On December 2nd, 2005, the Ann Arbor chapter of the Association for India’s Development, EnAct, Environmental Justice and Students for Bhopal co-sponsored several performances of a powerful Bhopal performance on the Diag, the central crossroads of the University of Michigan campus. The event was covered in the campus newspaper, The Michigan Daily, and over the course of the day several hundred people watched the performance.
Writes the Daily: “LSA junior Joseph Mathias and LSA senior Deetti Reddy rolled on the ground while smoke emitted from a large black barrel in the Diag on Friday. The performance was a part of the Students for Bhopal’s re-enactment of the Bhopal Tragedy, a chemical spill that killed thousands of Indians nearly two decades ago.
“’Not a lot of people know that the Bhopal disaster ever happened,’ said performer Jeff Collins, a University alum who works with Students for Bhopal, a student group that supports reparations for victims of the disaster. ‘There is still responsibility that has not been taken,’ Collins said. ‘Union Carbide just picked up and left. (The chemicals are) all still there.’ Students for Bhopal wants Dow to clean up the toxins, face a trial, provide long-term health care and provide economic support for the victims.”
The five-minute silent skit is an abstract reenactment of the 1984 Bhopal chemical disaster. Its purpose is to remind the public that Dow’s liability in Bhopal remains unresolved as people continue to die from the effects of the toxic gas. The Dow Grim Reaper represents Dow’s culpability in these deaths. The person in white represents those who have died. The person in red represents the injured, who carry the legacy of the disaster in their blood. The person in gray represents the rest of us, who are neither criminals nor victims, but nonetheless must bury the dead, care for the injured, and demand justice from Dow. Read the script and watch a video (Quicktime: 24 MB) of the performance!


● WHAT TO WORK ON: Report all lines of the records that contain "divider".

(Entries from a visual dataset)
========

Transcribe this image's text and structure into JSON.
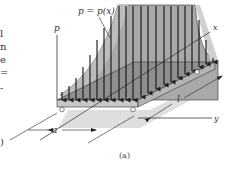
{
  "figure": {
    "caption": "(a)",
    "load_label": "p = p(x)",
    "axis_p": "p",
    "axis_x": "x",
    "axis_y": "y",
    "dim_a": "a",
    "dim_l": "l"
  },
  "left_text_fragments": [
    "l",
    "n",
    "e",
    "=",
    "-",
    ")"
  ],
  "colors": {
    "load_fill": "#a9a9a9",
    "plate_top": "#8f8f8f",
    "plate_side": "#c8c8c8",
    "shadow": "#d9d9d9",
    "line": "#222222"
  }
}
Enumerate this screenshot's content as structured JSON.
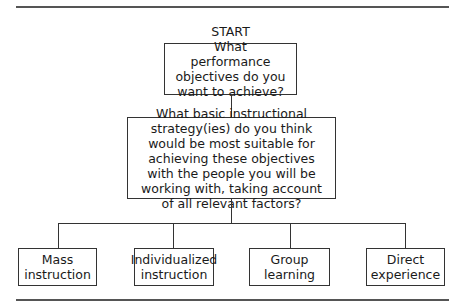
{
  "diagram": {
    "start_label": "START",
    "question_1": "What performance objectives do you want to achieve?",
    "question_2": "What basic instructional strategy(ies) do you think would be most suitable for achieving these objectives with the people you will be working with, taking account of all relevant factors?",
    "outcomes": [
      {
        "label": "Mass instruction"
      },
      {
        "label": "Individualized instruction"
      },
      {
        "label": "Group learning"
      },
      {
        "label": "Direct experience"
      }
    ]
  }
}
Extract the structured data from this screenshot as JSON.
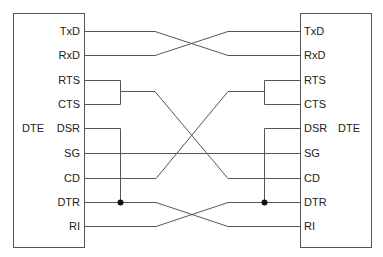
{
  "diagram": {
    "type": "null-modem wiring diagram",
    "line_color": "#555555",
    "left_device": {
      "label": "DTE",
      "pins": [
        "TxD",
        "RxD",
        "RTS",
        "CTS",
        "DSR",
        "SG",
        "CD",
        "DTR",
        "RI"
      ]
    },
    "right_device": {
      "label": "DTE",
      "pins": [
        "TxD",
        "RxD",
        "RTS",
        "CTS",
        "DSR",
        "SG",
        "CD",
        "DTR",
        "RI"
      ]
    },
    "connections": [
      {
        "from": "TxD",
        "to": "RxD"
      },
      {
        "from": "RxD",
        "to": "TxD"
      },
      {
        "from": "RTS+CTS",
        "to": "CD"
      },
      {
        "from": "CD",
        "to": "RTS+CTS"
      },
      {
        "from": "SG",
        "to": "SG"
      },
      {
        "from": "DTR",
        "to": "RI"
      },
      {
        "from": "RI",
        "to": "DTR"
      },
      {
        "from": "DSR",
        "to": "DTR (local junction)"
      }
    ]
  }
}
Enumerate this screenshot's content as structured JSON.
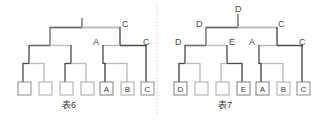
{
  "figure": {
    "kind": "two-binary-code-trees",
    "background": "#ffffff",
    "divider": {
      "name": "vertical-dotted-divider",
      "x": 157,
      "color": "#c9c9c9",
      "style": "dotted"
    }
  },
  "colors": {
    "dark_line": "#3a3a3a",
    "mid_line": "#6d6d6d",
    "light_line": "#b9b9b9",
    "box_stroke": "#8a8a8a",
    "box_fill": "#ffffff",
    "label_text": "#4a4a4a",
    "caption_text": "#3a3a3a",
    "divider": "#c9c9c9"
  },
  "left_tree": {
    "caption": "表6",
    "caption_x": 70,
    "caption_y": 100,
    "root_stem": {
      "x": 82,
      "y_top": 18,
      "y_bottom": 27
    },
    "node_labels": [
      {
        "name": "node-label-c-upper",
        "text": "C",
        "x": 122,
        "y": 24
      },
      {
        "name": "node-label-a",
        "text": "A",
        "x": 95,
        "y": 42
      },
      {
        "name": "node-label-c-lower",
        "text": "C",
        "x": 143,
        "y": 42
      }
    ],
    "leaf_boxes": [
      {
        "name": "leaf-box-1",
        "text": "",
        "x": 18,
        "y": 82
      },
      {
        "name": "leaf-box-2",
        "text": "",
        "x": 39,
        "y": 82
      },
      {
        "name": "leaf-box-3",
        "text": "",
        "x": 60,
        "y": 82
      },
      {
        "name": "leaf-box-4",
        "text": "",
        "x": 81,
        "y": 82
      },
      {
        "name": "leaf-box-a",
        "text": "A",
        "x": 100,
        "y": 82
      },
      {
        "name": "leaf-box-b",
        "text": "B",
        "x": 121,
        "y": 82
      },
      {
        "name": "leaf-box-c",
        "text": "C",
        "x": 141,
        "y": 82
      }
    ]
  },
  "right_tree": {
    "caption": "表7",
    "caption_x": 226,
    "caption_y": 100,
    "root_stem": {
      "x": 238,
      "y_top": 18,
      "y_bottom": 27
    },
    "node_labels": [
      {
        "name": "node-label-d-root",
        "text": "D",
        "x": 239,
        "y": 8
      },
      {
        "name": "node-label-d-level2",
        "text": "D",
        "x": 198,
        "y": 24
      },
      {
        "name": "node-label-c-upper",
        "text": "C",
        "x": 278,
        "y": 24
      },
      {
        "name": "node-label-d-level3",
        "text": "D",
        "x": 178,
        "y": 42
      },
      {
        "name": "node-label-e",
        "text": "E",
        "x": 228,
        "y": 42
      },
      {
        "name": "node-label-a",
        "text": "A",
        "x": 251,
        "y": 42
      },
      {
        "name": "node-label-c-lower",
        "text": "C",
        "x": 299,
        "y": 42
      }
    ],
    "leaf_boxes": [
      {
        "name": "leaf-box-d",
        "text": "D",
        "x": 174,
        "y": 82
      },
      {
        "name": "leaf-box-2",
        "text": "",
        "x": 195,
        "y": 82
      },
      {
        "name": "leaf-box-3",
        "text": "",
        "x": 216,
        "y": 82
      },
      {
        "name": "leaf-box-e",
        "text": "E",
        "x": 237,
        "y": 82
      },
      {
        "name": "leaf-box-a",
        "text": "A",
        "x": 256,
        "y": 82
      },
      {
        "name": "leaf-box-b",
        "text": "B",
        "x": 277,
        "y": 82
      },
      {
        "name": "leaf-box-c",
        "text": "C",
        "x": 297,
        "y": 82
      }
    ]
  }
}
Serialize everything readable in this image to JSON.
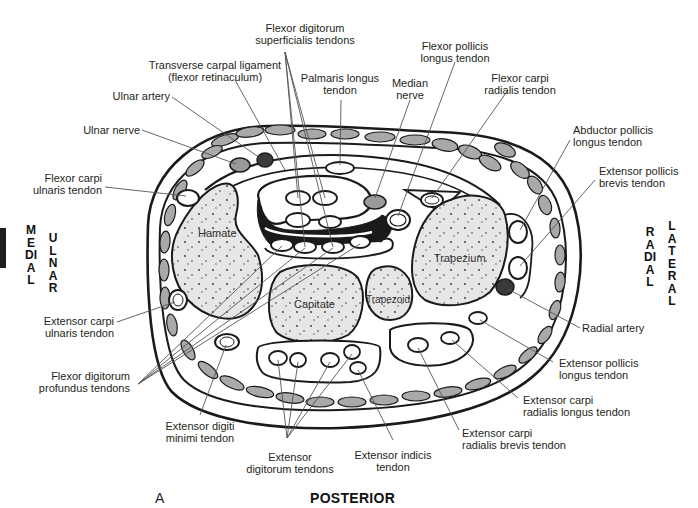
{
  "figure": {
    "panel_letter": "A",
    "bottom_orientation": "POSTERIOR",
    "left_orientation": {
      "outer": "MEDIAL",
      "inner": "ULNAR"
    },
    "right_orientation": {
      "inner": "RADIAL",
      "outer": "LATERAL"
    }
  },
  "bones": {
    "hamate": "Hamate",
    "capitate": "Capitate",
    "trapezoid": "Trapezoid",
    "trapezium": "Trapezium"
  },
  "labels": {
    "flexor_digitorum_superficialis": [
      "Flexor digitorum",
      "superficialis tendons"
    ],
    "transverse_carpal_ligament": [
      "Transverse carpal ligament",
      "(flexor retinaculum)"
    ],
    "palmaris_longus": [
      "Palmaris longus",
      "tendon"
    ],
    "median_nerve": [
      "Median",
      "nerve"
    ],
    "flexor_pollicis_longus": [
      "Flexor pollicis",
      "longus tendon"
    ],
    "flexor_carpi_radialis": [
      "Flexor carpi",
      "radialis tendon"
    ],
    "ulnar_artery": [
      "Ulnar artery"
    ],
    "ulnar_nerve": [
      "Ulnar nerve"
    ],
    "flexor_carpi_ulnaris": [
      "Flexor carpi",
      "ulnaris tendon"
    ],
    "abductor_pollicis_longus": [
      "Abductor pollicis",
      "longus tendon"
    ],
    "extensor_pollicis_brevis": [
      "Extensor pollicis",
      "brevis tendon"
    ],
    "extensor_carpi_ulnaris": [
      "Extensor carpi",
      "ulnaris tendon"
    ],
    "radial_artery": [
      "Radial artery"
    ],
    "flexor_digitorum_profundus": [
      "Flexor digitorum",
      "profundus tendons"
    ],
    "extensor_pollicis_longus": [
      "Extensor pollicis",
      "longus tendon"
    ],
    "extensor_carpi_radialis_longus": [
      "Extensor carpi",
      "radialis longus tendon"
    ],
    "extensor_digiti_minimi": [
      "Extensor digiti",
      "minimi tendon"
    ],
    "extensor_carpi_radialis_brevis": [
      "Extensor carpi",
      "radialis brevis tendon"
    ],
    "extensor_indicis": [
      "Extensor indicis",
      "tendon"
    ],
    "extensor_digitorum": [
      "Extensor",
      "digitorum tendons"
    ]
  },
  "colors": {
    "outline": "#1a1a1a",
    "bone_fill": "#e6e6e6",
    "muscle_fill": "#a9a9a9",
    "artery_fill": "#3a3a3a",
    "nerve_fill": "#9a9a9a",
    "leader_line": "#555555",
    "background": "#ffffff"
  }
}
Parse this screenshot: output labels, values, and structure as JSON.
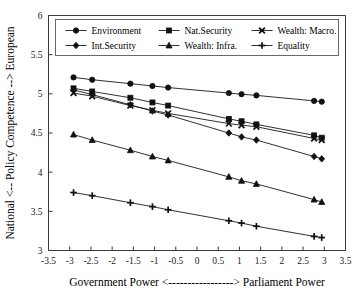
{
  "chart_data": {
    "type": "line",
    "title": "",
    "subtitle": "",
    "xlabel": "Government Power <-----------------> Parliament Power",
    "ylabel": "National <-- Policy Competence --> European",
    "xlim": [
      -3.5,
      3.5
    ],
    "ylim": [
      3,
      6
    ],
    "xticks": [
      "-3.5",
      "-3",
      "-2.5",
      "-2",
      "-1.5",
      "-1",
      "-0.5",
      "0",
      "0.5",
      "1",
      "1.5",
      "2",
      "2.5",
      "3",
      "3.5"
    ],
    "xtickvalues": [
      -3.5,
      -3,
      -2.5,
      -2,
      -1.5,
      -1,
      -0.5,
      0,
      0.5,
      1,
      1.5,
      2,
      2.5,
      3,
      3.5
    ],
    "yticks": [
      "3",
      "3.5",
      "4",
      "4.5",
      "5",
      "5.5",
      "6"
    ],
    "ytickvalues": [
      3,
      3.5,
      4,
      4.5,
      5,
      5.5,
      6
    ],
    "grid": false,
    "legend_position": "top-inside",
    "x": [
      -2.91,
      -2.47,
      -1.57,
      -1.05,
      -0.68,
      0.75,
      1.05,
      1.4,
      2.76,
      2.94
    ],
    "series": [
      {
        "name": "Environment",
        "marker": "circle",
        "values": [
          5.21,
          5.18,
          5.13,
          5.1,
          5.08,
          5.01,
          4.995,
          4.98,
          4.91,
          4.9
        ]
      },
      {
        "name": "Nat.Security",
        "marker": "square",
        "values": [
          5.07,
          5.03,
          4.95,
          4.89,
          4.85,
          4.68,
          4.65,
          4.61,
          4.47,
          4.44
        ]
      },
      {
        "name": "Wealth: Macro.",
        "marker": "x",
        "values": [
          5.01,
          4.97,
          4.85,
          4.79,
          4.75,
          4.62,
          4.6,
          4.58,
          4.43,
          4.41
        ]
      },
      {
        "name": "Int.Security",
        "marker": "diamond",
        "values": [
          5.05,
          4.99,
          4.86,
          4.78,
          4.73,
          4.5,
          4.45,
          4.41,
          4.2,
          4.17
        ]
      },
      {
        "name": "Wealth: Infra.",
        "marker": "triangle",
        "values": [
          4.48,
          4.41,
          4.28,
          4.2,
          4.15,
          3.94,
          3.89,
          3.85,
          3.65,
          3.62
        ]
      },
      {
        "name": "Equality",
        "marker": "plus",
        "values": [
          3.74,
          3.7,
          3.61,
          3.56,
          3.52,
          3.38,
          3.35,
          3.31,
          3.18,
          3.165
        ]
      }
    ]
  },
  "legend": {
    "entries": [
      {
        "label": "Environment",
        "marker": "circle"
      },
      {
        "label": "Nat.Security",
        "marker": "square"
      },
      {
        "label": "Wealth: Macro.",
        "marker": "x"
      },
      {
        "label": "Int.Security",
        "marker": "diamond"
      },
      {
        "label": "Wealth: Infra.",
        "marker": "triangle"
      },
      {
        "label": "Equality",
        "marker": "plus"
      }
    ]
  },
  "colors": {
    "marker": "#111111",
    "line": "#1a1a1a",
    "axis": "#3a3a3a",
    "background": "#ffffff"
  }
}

========

● TASK OUTPUT:
    "divider": {
      "name": "vertical-dotted-divider",
    "divider": "#c9c9c9"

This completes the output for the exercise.